Respondent: James Miller

1430-1500 AWARDS CEREMONY

Keynote Speakers

Tongdong Bai is the Dongfang chair professor of Philosophy at Fudan University in China, and a Global Professor of Law at NYU’s Law School. His research interests include Chinese philosophy and political philosophy.  His book, China: The Political Philosophy of the Middle Kingdom (in English), was published by Zed Books in 2012.  His new book, Against Political Equality: The Confucian Case, is forthcoming by Princeton University Press.  He is also the director of an English-based MA and visiting program in Chinese philosophy that is intended to promote the studies of Chinese philosophy in the world.

Kyoo Lee is a Professor of Philosophy and Women & Gender Studies at John Jay College and the Graduate Center, CUNY. She is the author of Reading Descartes Otherwise: Blind, Mad, Dreamy, and Bad (Fordham UP) and Writing Entanglish: Come in Englysshing with Gertrude Stein, Zhuangzi… (Belladonna* Chapbook, 2015). She is a writer-critic who works widely in the interwoven fields of the arts and humanities.

Lisa Raphals is Professor of Comparative Literature at the University of California, Riverside. She studies the cultures of early China and Classical Greece, with research and teaching interests across several areas: comparative philosophy, religion, history of science, and gender, with other interests in poetics and science fiction and media studies. She is the author of three books: Knowing Words: Wisdom and Cunning in the Classical Traditions of China and Greece (Cornell UP, 1992), Sharing the Light: Representations of Women and Virtue in Early China (SUNY Press, 1998) and What Country, a book of poems and translations (North and South, 1993).
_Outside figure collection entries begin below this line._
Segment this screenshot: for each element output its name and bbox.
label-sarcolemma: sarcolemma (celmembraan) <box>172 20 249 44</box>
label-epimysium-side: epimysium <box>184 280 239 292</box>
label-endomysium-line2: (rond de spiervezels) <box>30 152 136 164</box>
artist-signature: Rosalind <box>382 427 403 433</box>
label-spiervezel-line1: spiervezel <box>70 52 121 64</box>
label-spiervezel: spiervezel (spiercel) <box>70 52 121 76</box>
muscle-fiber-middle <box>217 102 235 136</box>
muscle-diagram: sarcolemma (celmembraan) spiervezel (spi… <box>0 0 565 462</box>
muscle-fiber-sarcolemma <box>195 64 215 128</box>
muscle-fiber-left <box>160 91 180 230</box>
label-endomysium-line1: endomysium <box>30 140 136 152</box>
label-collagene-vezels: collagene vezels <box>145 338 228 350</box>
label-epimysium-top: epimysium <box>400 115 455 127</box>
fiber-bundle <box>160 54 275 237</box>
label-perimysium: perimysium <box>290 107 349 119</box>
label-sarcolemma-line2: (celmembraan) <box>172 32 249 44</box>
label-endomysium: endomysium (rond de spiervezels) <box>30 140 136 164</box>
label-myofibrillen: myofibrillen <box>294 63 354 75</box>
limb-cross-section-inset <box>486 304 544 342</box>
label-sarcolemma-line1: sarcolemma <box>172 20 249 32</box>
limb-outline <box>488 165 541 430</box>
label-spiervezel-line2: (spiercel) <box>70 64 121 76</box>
Diego von Vacano is Associate Professor of Political Science at Texas A&M University. He was born and raised in Bolivia, moving to the US as a political refugee in his youth. He is a frequent contributor to NBC NEWS Latino/Telemundo on Latino/a issues and international futbol.  Dr. von Vacano’s teaching and research interests are in political theory, political philosophy and the history of political thought. He works mainly in Comparative Political Theory (modern Latin American and European political thought); Latinx thought; and immigration, race & ethnicity.